Hardly had he disappeared from sight when Theodorik Perrine and the rest of the renegades slipped quietly around the rodeo field and dismounted. There in the darkness they debated.
"Don't see his horse," said Sleepy Slade.
"He's here," grunted Penrine. "Runnin' for a hole. Hidin' out somewhere. Red, skin down to the other end of the street and block it. Duck, you stay here with me. Sleepy, wait near the Gusher. Rest scatter along the alleys. He don't get away, see? He's makin' a payment on the damage he did back at the hut." The man's tremendous body seemed to swell. "Jupiter, but I hate to let him alone! But I got orders to keep away personal. I ain't in no shape to disobey, either. So, whichever you boys see him—he's yore game. Get that?"
"Some town dudes roamin' up the street," murmured Slade.
"Never mind 'em," replied Perrine. "They don't make no difference. What they see don't count. We're protected. Listen to me. Chaffee's in this town. He don't ever leave it alive. Take no chances when yuh see him. Don't give him a break. Start reachin' before he gets a chance. They ain't nobody in this outfit except me that's as fast as he is. So keep out o' the light and let him have it. Shoot him in the back if yuh can. Now get goin'."
They spread apart, slouching down the dark lanes, closing quietly upon their designated stations. Both ends of town were closed, the alleys were covered; and one of the gang, stumbling upon Chaffee's hidden horse, led it away. So silently and discreetly was the maneuver accomplished that not a single one of the loitering townsmen knew what had occurred. Roaring Horse was blockaded; and Sleepy Slade stood in a black corner of the hotel porch, facing that stairway up which Jim Chaffee had a moment ago climbed. And down which Jim Chaffee would presently come.
IX. DISASTER
Fancher was reading; he looked up to Jim Chaffee and lowered his feet to the floor, somewhat astonished. "Where in thunder have you been?"

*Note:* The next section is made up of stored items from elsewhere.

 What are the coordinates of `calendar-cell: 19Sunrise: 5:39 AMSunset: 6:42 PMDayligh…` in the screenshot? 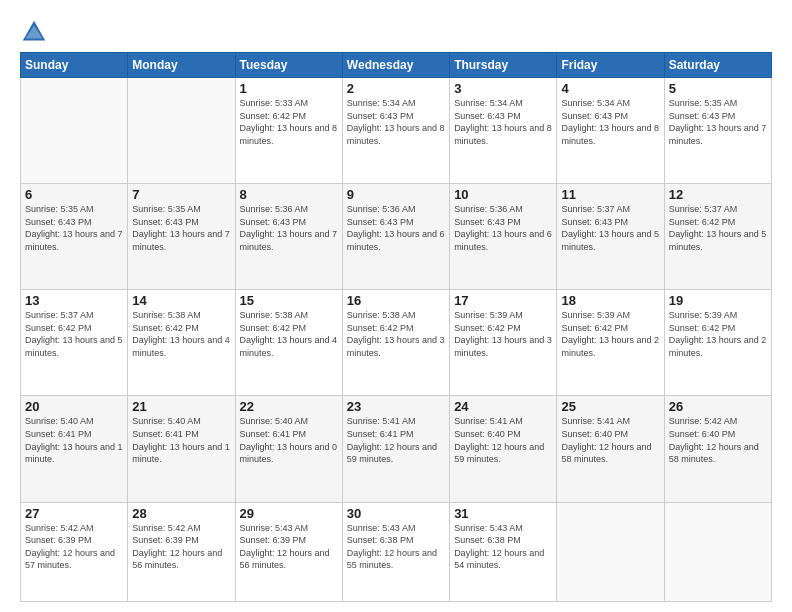 It's located at (718, 343).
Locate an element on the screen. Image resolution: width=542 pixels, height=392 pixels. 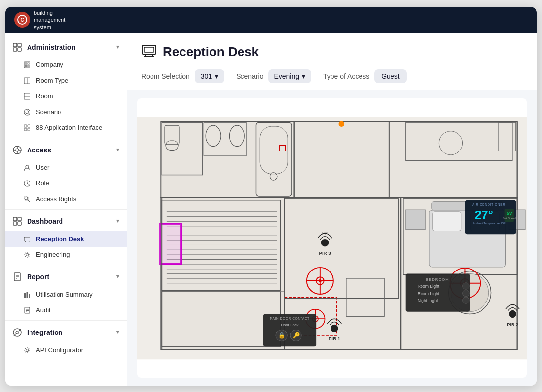
sidebar-header-integration: Integration ▾ is located at coordinates (66, 332).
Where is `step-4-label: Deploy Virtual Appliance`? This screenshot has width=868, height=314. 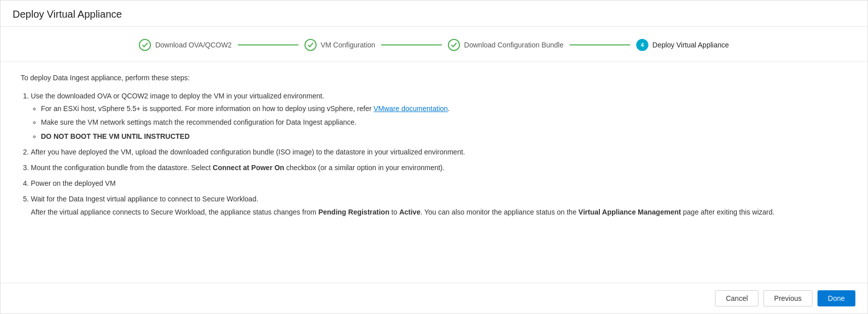
step-4-label: Deploy Virtual Appliance is located at coordinates (691, 45).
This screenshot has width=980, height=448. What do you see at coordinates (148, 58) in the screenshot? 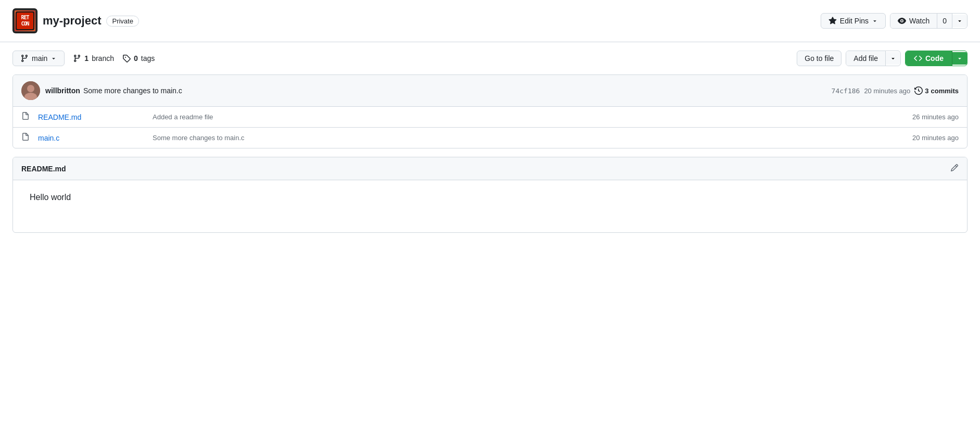
I see `tag-label: tags` at bounding box center [148, 58].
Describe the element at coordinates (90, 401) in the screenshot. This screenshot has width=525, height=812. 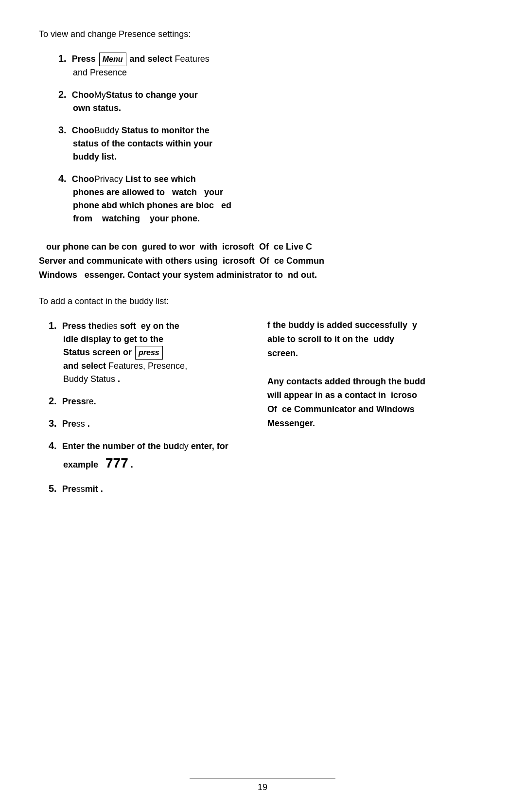
I see `add-step-2-re: re` at that location.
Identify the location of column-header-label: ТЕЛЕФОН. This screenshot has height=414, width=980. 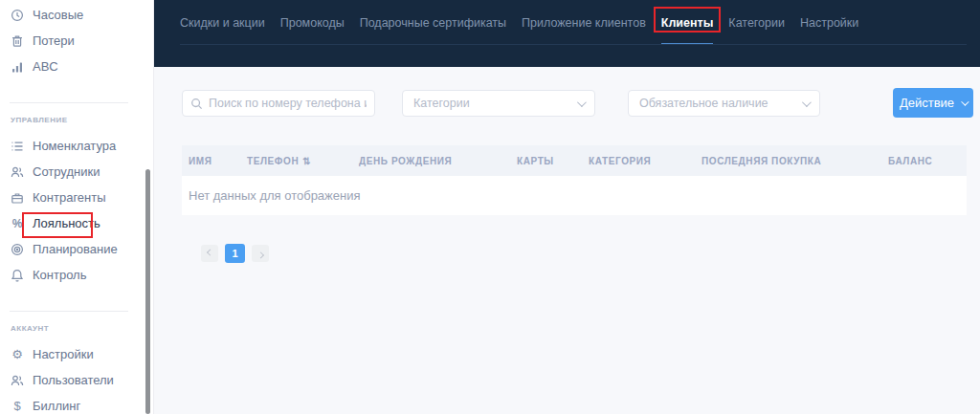
(273, 161).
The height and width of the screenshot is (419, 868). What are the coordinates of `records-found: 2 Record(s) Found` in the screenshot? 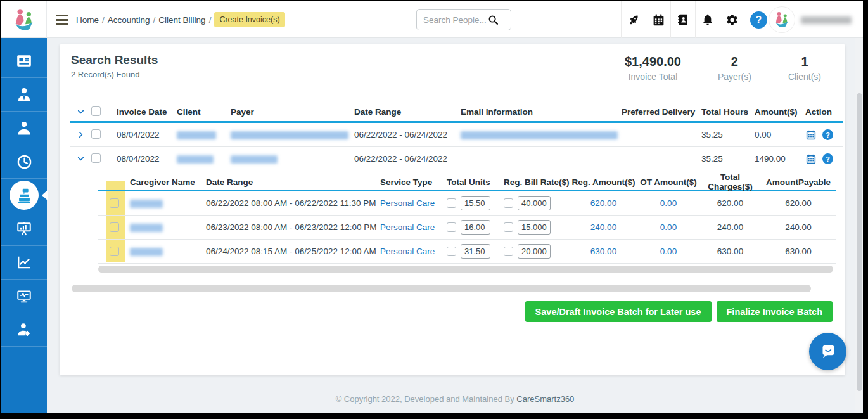 It's located at (105, 75).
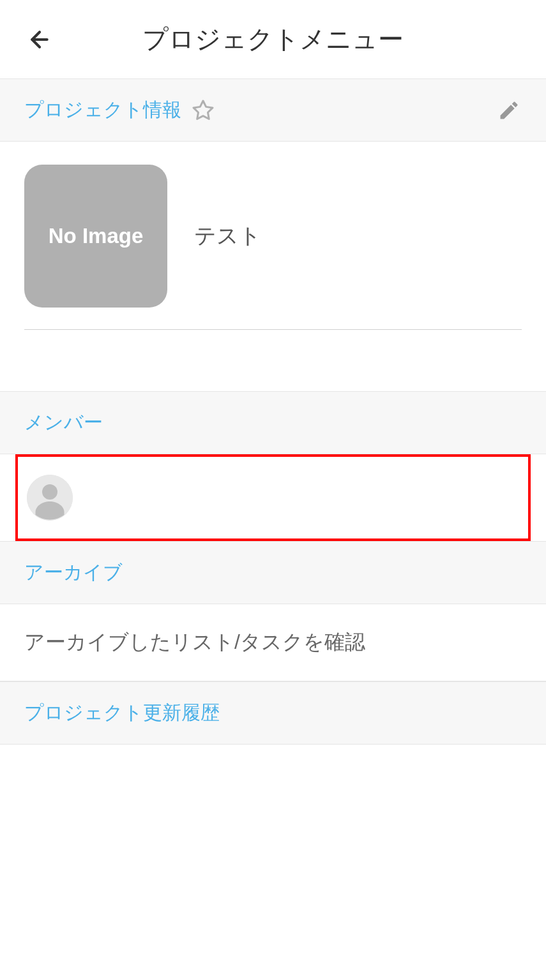  Describe the element at coordinates (96, 236) in the screenshot. I see `project-image-placeholder: No Image` at that location.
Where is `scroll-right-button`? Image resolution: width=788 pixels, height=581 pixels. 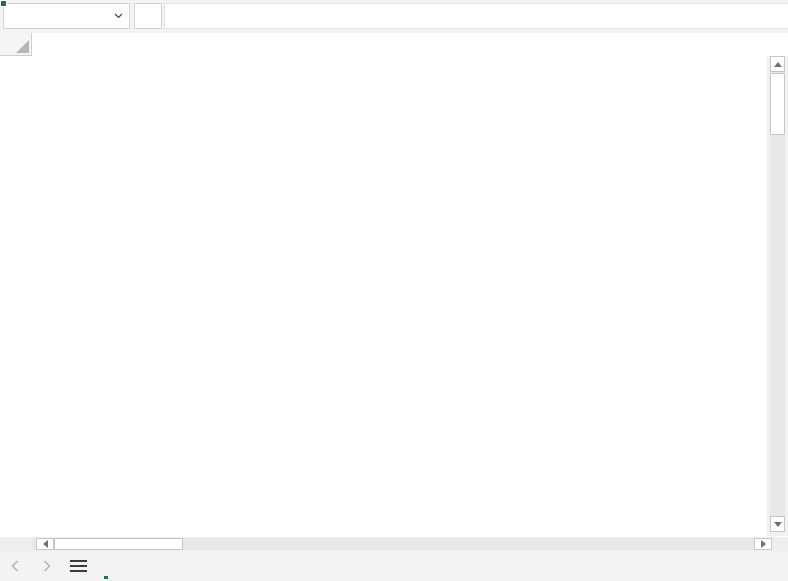
scroll-right-button is located at coordinates (763, 544).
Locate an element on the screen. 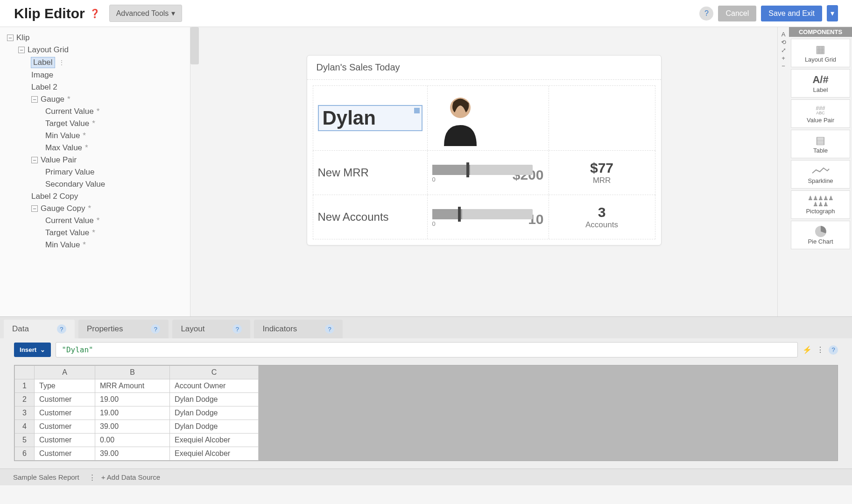 The height and width of the screenshot is (504, 852). col-header: B is located at coordinates (133, 372).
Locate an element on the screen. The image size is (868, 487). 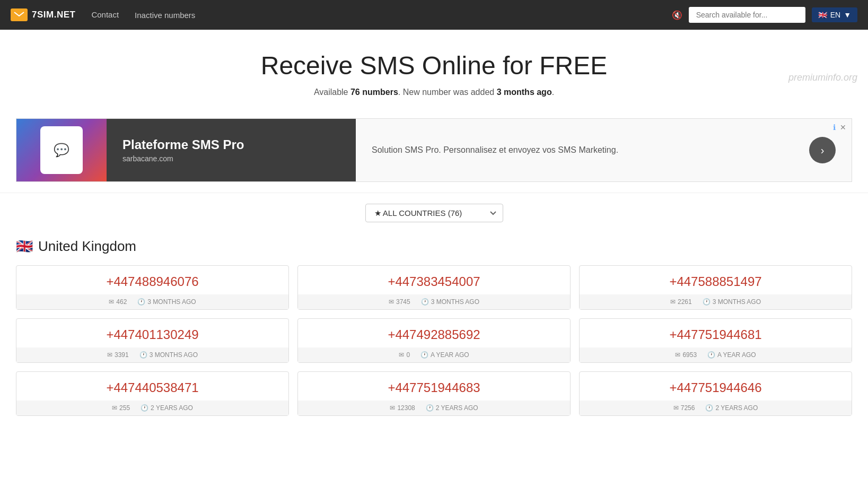
phone-card: +447751944683 ✉ 12308 🕐 2 YEARS AGO is located at coordinates (434, 394).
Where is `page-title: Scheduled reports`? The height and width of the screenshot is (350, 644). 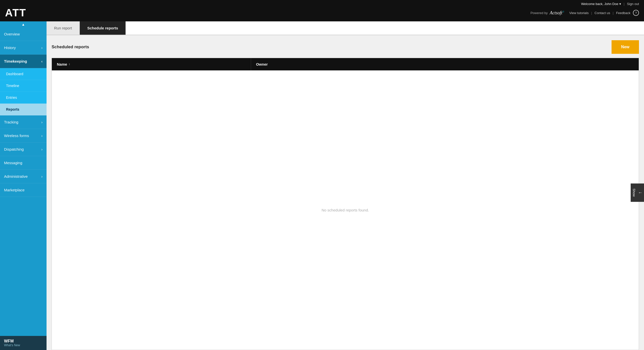
page-title: Scheduled reports is located at coordinates (70, 47).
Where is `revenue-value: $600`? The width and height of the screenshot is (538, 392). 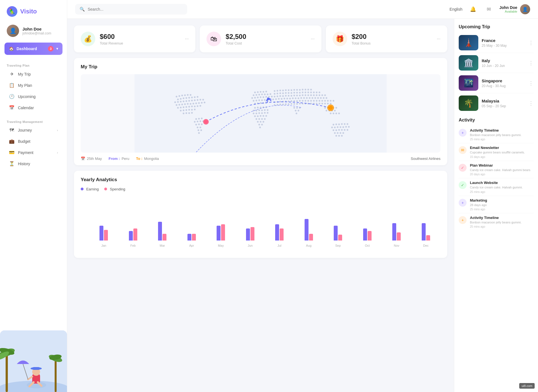
revenue-value: $600 is located at coordinates (140, 37).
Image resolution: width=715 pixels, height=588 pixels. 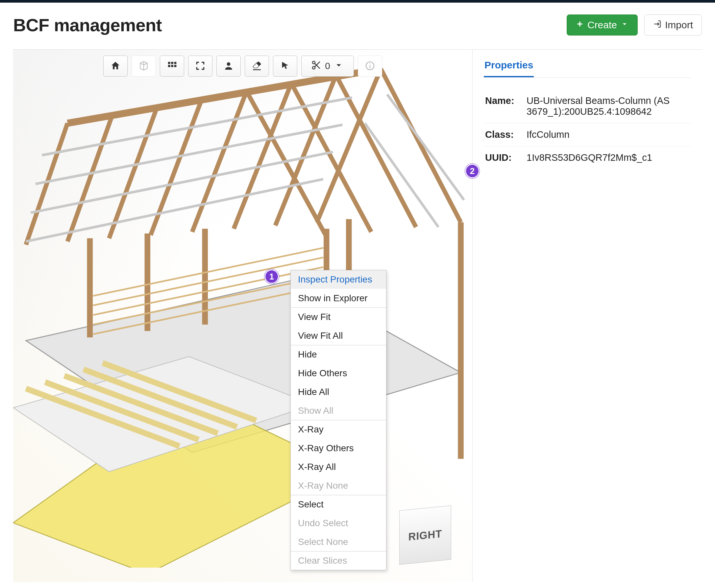 I want to click on context-menu: Inspect PropertiesShow in ExplorerView F…, so click(x=338, y=420).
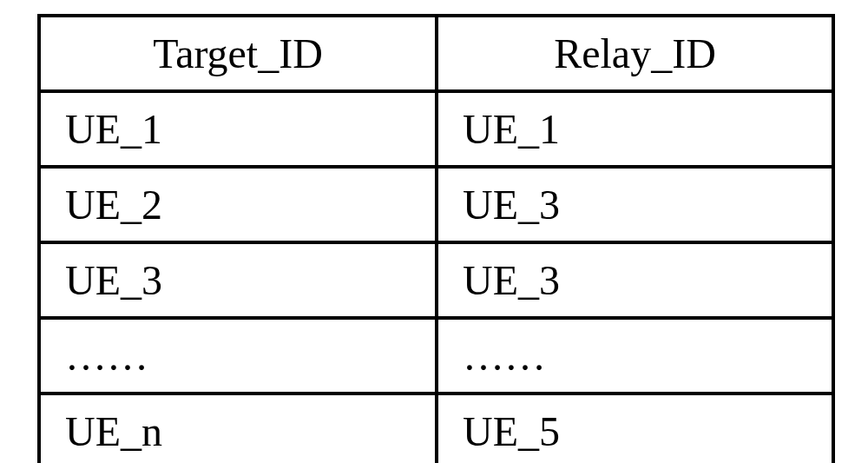  What do you see at coordinates (238, 356) in the screenshot?
I see `cell-target-id: ……` at bounding box center [238, 356].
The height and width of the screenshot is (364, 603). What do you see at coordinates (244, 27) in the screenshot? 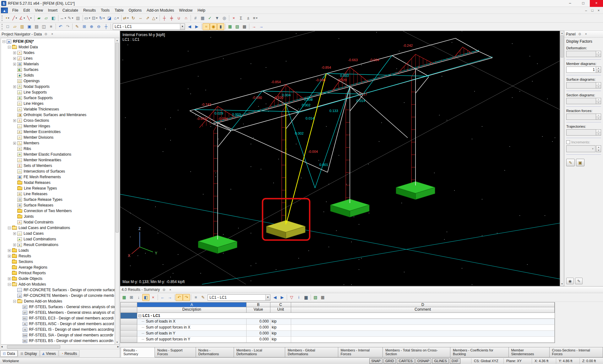
I see `ole-export-icon: ▩` at bounding box center [244, 27].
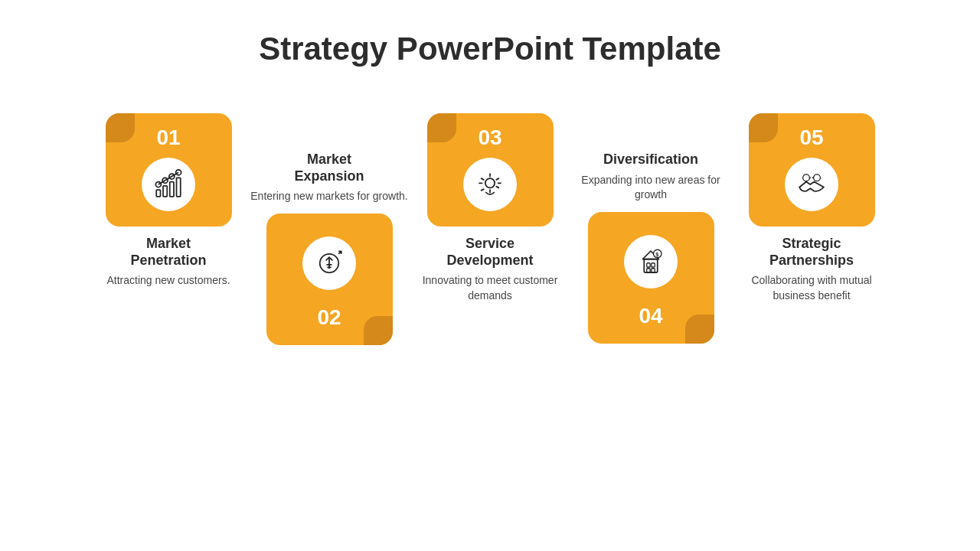 This screenshot has width=980, height=551. Describe the element at coordinates (812, 288) in the screenshot. I see `card-5-desc: Collaborating with mutual business benef…` at that location.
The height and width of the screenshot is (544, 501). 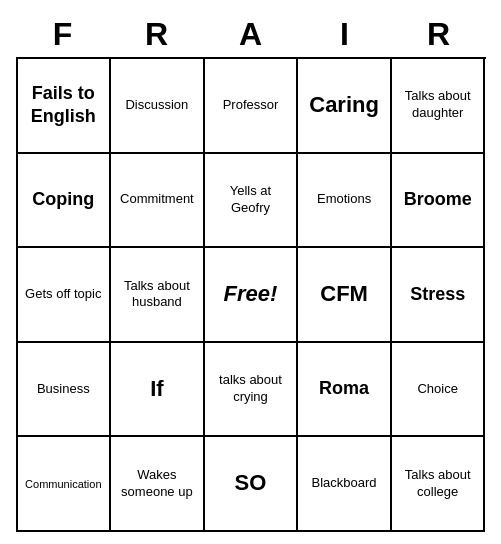 I want to click on header-letter-R-1: R, so click(x=157, y=34).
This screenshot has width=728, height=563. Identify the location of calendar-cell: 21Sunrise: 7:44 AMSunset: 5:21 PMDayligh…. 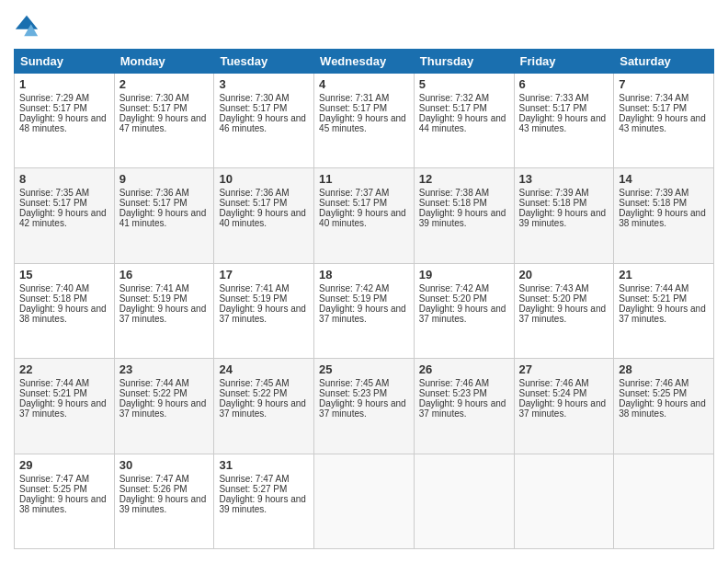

"It wouldn't sound right if I told you," answered Chaffee. "I don't even sound right when I tell myself. It's been sort of an active evening. Here's a little trophy I took into camp. Bring out that biggest tar model and let's see what we can see."
He laid the captured boot on Fancher's table. The latter studied it with professional interest for some moments, then turned to his cabinet and drew out one of the models. Capsizing the boot, he fitted the model to the sole of it. Chaffee rolled a cigarette, his eyes half closed against the light.
"What would you think a jury might say to that, Doc?"
"A coroner's jury could easy hold a man over on that similarity," decided Fancher. "Whether a trial jury would convict on that much evidence, I ain't saying. The heels of the boot are some run over on the outer edges. Seems to show something like that in the model, doesn't it?"